Posthumanism as Holism without Boundaries

Authors Alan Smart and Josephine Smart provide the following comments on what it means to be human in the twenty-first century (as well as the twenty-second century) and on the importance of rethinking anthropology in a way that does not place the human species at the centre of the universe.

PosthumanismPosthumanist ideas are becoming mainstream, as the April 2017 National Geographic cover story on “The Next Human” aptly indicates. Regardless of what we call it, attention to the implications of more-than-human realities is growing rapidly. It can be seen in what has become known as the “Anthropocene”: the newly identified geological period in which human activity has become the dominant influence on climate and geological processes. One of the ironies addressed in our new book, Posthumanism: Anthropological Insights, is that just at the time when humans have developed the capabilities to become one of the dominant forces shaping the world itself, we need to become less anthropocentric. If we do not become more aware of the non-humans with which we share the world both inside and outside our skins, saving the world, ours and theirs, for the 22nd century will be much more difficult. In fact, one of our key goals in writing Posthumanism was to explore the implications of our shifting relationship to the world. Our book asks what new emerging human relations with our non-human companions and contexts means for anthropology, and what our discipline can contribute to study of these situations. However, we believe that such entanglements are not new, but have been central to the whole duration of the human condition.

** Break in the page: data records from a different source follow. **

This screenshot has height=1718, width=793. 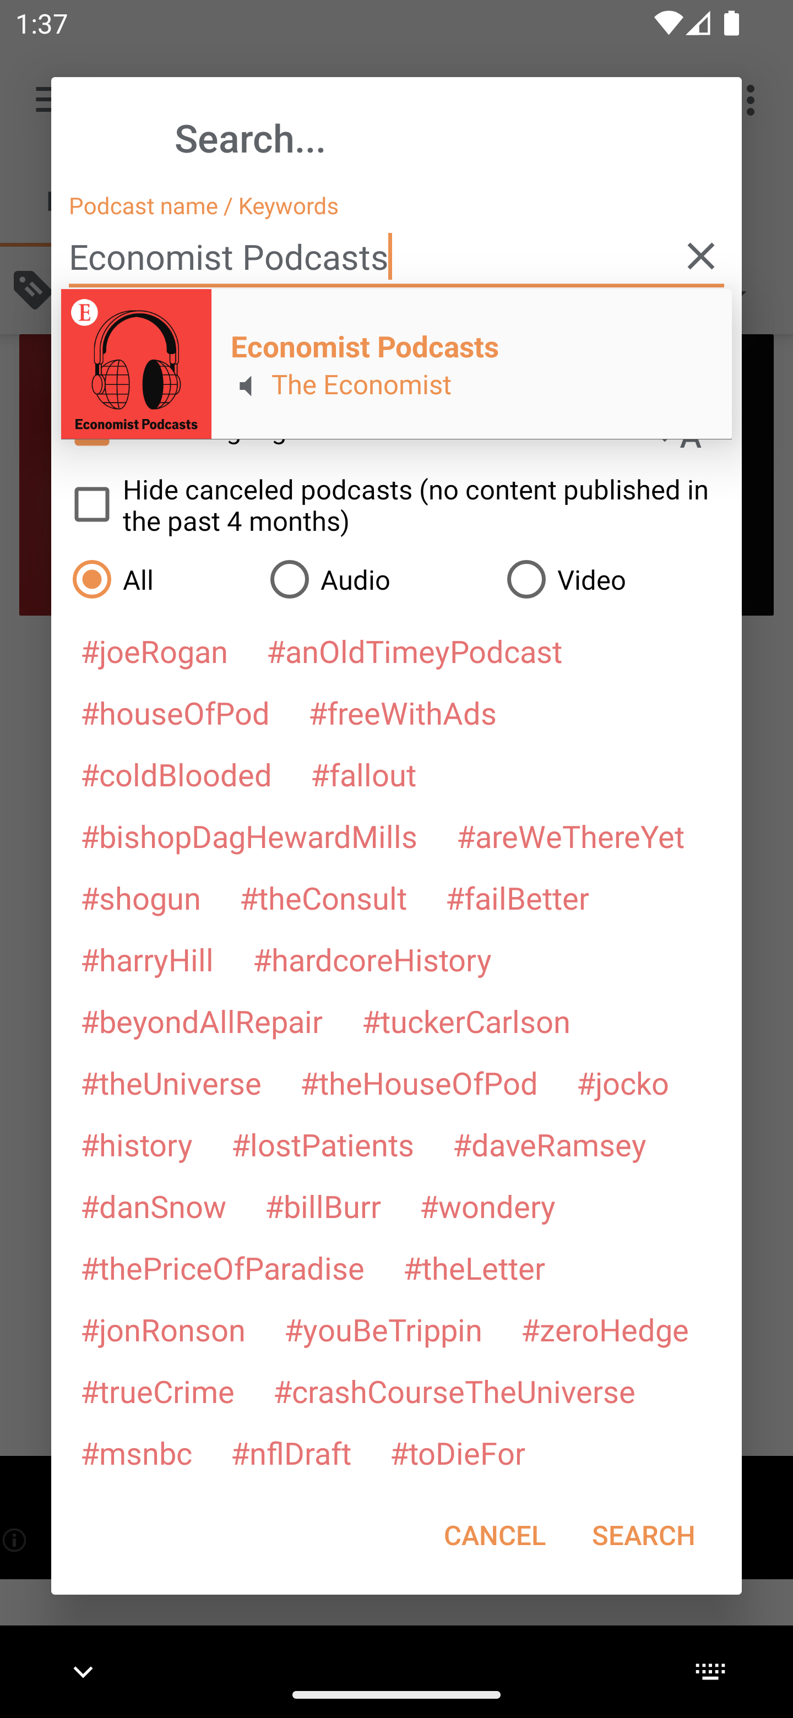 What do you see at coordinates (175, 774) in the screenshot?
I see `#coldBlooded` at bounding box center [175, 774].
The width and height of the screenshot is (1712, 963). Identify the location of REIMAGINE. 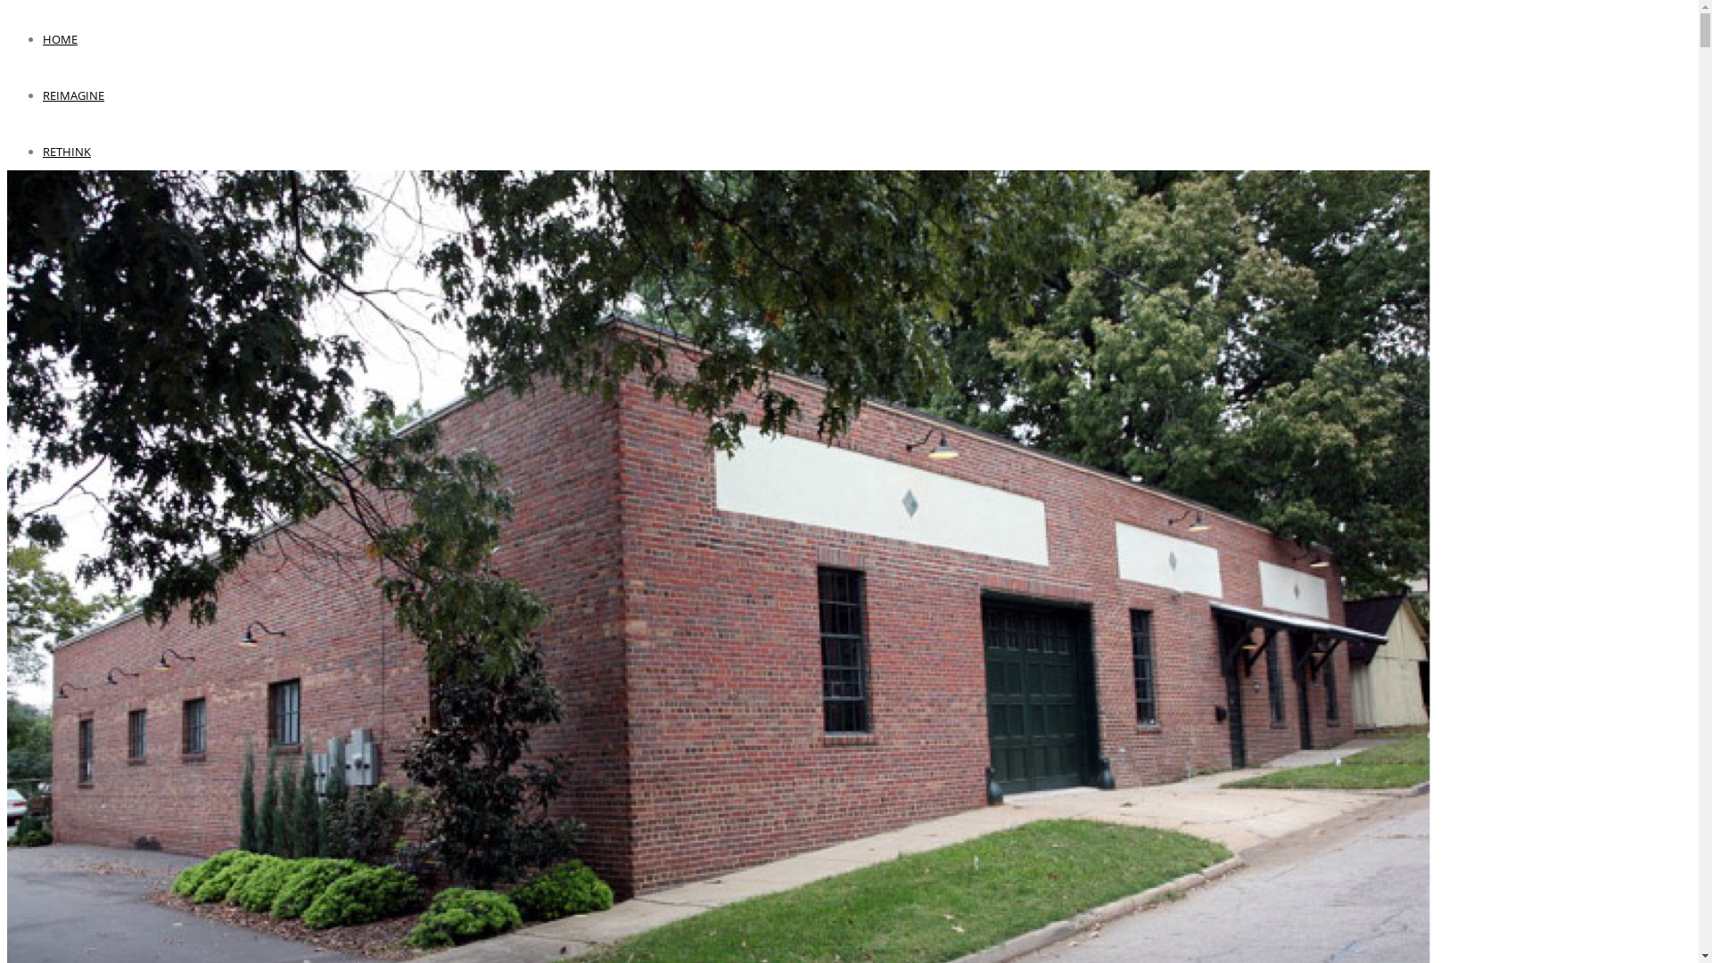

The effort to develop a non-anthropocentric anthropology, one that does not see the human species as being at the centre of the world, sounds paradoxical, yet it seems to us to be both feasible and urgent. The urgency of rethinking anthropology to incorporate our non-human companions and tools is not just for the good of the discipline itself, but for what such an anthropological perspective can offer the world more broadly. Posthumanism, and particularly transhumanism, is dominated by Western ideas and perspectives, yet we consider the core mission of anthropology to be studying the whole range of ways of being human. To do this, we cannot restrict ourselves to just the latest technologies and their implications for human life and society. While recognizing their profound consequences and potential, we need to consider them in a broader context. In Posthumanism: Anthropological Insights we discuss a variety of compelling work that sheds light on how to do this. The groundwork for a post-anthropocentric anthropology can be carried out in ethnographic encounters with Siberian reindeer herders and Amazonian foragers as well as in robotics workshops. If anthropologists don’t incorporate the whole spectrum of diverse ways of being human into posthumanist intellectual, cultural, and political projects, who will?

One of the key lessons of this book, at least for us, is that the classic anthropological principle of holism is ripe for reinvention for a new age. To fully meet the disciplinary mandate, anthropologists should pursue holism not only across borders, as in the anthropology of globality or transnationalism, but across all boundaries, including species boundaries. The complex global entanglements of the contemporary world mean that to understand local societies we not only have to consider interactions with people outside that society, but also address our non-human co-travellers on this planetary journey: microbes, parasites, domesticated species, and technologies. Researching and writing this book revealed the strength and importance of what we call “holism without boundaries.” By tracing our interactions beyond humanity to the non-human agents that have been involved in the formation of our past and present, we can see ourselves in new ways; not separate from non-humans, but entangled with them. Readers will be able to observe and appreciate some the tremendous transmutations during their own lifetimes.

Over the last two years we have been teaching draft chapters of the book in courses ranging from a large first-year introduction to anthropology course to a final-year seminar and a graduate theory course. The enthusiastic responses from students vindicated our initial motivation for writing this short book: to make exciting ideas and perspectives accessible to students at all levels, and to scholars who have been put off by jargon-heavy work in the field. We had ourselves found posthumanist writing intriguing but hard to understand, but gradually became convinced of the power and importance of these ideas.

We noticed that there was a tendency initially for students to think of posthumanism as what we prefer to call transhumanism: sci-fi ideas of transcending human nature through prostheses, implants, and other enhancements, including uploading one’s consciousness to computers or the internet. Students recognize how their own lives have changed through the adoption of social media, cellphones, GPS navigation systems, and so on, meaning they tend to consider this a new phenomenon. They had more difficulty with our argument that people have always been posthuman, and that the very nature of humanity is reliance on more-than-human extensions of our capabilities, through fire, cooking, tools, and language, both spoken and written.

Our approach was to include ample examples of the exciting new technological enhancement of humans, while insisting that there had been equally radical departures throughout the human past. Posthumanism is not only about the future, although it does involve that in fascinating ways. It is about human nature and its repeated transformations throughout our species’ history and prehistory.

Alan Smart is Professor of Anthropology at the University of Calgary.

Josephine Smart is Professor of Anthropology at the University of Calgary.